Gogol, E. (2004). Raya Dunayevskaya: Philosopher of Marxist-Humanism. Wipf and Stock Publishers.

 

Gordon, L. R. (1995). Fanon and the crisis of European man: An essay on philosophy and the human sciences. Psychology Press.

 

Gordon, L. R. (2000). Du Bois’s humanistic philosophy of human sciences. The Annals of the American Academy of Political and Social Science, 568(1), 265-280.

 

Gordon, L. R. (2007). Through the hellish zone of nonbeing. Human Architecture: Journal of the Sociology of Self-Knowledge, 5-12.

 

Gordon, L. R. (2018). Disciplining as a human science. In Shifting Corporealities in Contemporary Performance (pp. 233-250). Palgrave.

 

Johnson, P. (1994). Feminism as radical humanism. Routledge.

 

Maldonado-Torres, N. (2008). Lewis Gordon: Philosopher of the human. The CLR James Journal, 14(1), 103-137.

 

Mignolo, W. D. (2015). Sylvia Wynter: what does it mean to be human?. In Sylvia Wynter: On Being Human as Praxis (pp. 106-123). Duke University Press.

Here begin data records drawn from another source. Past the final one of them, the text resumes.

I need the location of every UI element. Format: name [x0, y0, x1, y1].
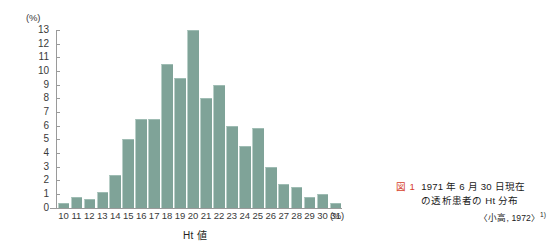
histogram-bar [84, 199, 96, 207]
histogram-bar [109, 175, 121, 208]
bar-slot [122, 30, 134, 208]
bar-slot [200, 30, 212, 208]
bar-slot [109, 30, 121, 208]
bar-slot [330, 30, 342, 208]
bar-slot [239, 30, 251, 208]
histogram-bar [71, 197, 83, 208]
histogram-bar [161, 64, 173, 207]
histogram-bar [97, 192, 109, 207]
bar-slot [97, 30, 109, 208]
bar-slot [278, 30, 290, 208]
y-axis-tick-label: 10 [2, 64, 56, 77]
bar-slot [71, 30, 83, 208]
bar-slot [317, 30, 329, 208]
y-axis-tick-label: 2 [2, 173, 56, 186]
y-axis-tick-label: 8 [2, 91, 56, 104]
histogram-bar [200, 98, 212, 207]
bar-slot [304, 30, 316, 208]
histogram-bar [213, 85, 225, 208]
caption-line-1: 1971 年 6 月 30 日現在 [421, 180, 546, 194]
histogram-bar [226, 126, 238, 208]
bar-slot [58, 30, 70, 208]
histogram-bar [135, 119, 147, 208]
caption-source: 〈小高, 1972〉1) [396, 208, 546, 225]
y-axis-tick-label: 7 [2, 105, 56, 118]
caption-text: 1971 年 6 月 30 日現在 の透析患者の Ht 分布 [421, 180, 546, 207]
x-axis-line [50, 208, 342, 209]
bar-slot [187, 30, 199, 208]
histogram-bar [265, 167, 277, 208]
x-axis-unit-label: (%) [330, 210, 344, 221]
bar-slot [135, 30, 147, 208]
histogram-bar [148, 119, 160, 208]
figure-caption: 図 1 1971 年 6 月 30 日現在 の透析患者の Ht 分布 〈小高, … [396, 180, 546, 226]
histogram-bar [174, 78, 186, 208]
y-axis-tick-label: 12 [2, 37, 56, 50]
y-axis-tick-label: 9 [2, 78, 56, 91]
bar-slot [226, 30, 238, 208]
histogram-bar [304, 197, 316, 208]
figure-number-tag: 図 1 [396, 180, 415, 194]
y-axis-tick-label: 1 [2, 187, 56, 200]
bar-slot [84, 30, 96, 208]
histogram-bar [187, 30, 199, 208]
y-axis-unit-label: (%) [26, 12, 40, 23]
histogram-bar [317, 194, 329, 208]
y-axis-tick-label: 0 [2, 201, 56, 214]
caption-line-2: の透析患者の Ht 分布 [421, 194, 546, 208]
y-axis-tick-label: 5 [2, 132, 56, 145]
caption-source-text: 〈小高, 1972〉 [479, 213, 540, 223]
y-axis-tick-label: 13 [2, 23, 56, 36]
caption-source-ref: 1) [540, 211, 546, 218]
histogram-chart: (%) 012345678910111213 10111213141516171… [0, 0, 382, 252]
histogram-bar [239, 146, 251, 207]
histogram-bar [58, 203, 70, 207]
histogram-bar [278, 184, 290, 207]
bar-slot [265, 30, 277, 208]
y-axis-tick-label: 6 [2, 119, 56, 132]
histogram-bar [252, 128, 264, 207]
histogram-bar [330, 203, 342, 207]
bar-slot [252, 30, 264, 208]
bars-group [57, 30, 342, 208]
histogram-bar [291, 187, 303, 207]
figure-container: (%) 012345678910111213 10111213141516171… [0, 0, 552, 252]
y-axis-tick-label: 3 [2, 160, 56, 173]
y-axis-tick-mark [56, 208, 60, 209]
bar-slot [148, 30, 160, 208]
bar-slot [174, 30, 186, 208]
y-axis-tick-label: 4 [2, 146, 56, 159]
bar-slot [291, 30, 303, 208]
bar-slot [161, 30, 173, 208]
y-axis-tick-label: 11 [2, 50, 56, 63]
bar-slot [213, 30, 225, 208]
x-axis-title: Ht 値 [183, 227, 207, 242]
histogram-bar [122, 139, 134, 207]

Nissim-Sabat, M. (2008). Lewis Gordon: Avatar of Postcolonial Humanism. The CLR James Journal, 14(1), 46-70.

 

Parker, E. A. (2018). The Human as Double Bind: Sylvia Wynter and the Genre of “Man”. The Journal of Speculative Philosophy, 32(3), 439-449.

 

Radhakrishnan, R. (2007). Edward Said’s literary humanism. Cultural Critique, 13-42.

 

Said, E. W. (2004). Humanism and democratic criticism. Columbia University Press.

 

Sartre, J. P. (1945/2007). Existentialism is a Humanism. Yale University Press.

 

Scott, D. (2000). The re-enchantment of humanism: An interview with Sylvia Wynter. Small Axe, 8(120), 173-211.

 

Wynter, S. (2003). Unsettling the coloniality of being/power/truth/freedom: Towards the human, after man, its overrepresentation—An argument. CR: The new centennial review, 3(3), 257-337.

 

Wynter, S., & McKittrick, K. (2015). Unparalleled catastrophe for our species? Or, to give humanness a different future: Conversations. In Sylvia Wynter: On Being Human as Praxis (pp. 9-89). Duke University Press.

 

Abstracts:

 

If you wish to propose a paper, or a panel of 3 presenters, please submit a title, a 300-word abstract, and a short biographical note via this Google form. Participation is limited to around 50 presenters. Registration fee: free!